Finding the way out here was a long, challenging process. Initially, my wife, Eryn, and I moved to a semirural area about fifteen miles northwest of Reno, Nevada. There we hiked, gardened, and played music but also worked, saved, and planned, always eyeing a move even farther into the hinterlands. After several years, we had saved enough to begin our search for a piece of raw land in a spectacular but isolated area of desert hills and canyons adjacent to public lands and at the foot of a stunning, split-summited, 8,000-foot mountain.

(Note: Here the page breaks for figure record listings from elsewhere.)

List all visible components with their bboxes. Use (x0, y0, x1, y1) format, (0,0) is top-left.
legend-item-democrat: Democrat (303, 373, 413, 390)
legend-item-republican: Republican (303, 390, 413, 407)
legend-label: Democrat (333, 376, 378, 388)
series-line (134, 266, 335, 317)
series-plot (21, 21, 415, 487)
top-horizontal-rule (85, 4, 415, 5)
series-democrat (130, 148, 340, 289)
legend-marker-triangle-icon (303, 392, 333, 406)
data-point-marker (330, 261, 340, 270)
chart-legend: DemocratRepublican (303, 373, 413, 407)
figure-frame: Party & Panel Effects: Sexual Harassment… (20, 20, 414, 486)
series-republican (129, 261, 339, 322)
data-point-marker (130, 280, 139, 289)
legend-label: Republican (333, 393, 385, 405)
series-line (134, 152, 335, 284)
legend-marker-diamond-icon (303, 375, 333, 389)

Because it was so distant, high-elevation, fire-prone, and so frequently rendered inaccessible by snow, mud, and terrible roads, land in this area was relatively inexpensiveand because water is the name of the game here and only one well is permitted per parcel, large pieces of land were only marginally more expensive than smaller ones.
After a search that lasted several years, we purchased a hilly, 49.1-acre parcel near the end of an awful, 2.3-mile-long, nearly impassable dirt road. The land had no well, no building pad, and no access road, but it was wild, alluring, and very close to Bureau of Land Management (BLM) lands stretching all the way to the foot of the Sierra Nevada in neighboring California. For several more years, as we saved up to build, we visited the property regularlyhiking, working to reduce fuels to prepare for wildfire, and considering where a house might someday be constructed. Before long, we cut a narrow, sinuous driveway, a half-mile-long strip of perilous caliche mud that wound to the top of a prominent hill at the back of the parcel. There, we later sunk a well and cleared a small patch of sagebrush and burned-over juniper snags in hopes of someday making a home. To help us visualize the house, I drove rebar stakes along the perimeter of the would-be structure and connected them with twine. We often trekked up to the site, opened camp chairs somewhere within the twine house, and imagined what it would be like to someday sit in that spot within our home, taking in that particular view of the distant, snowcapped mountains.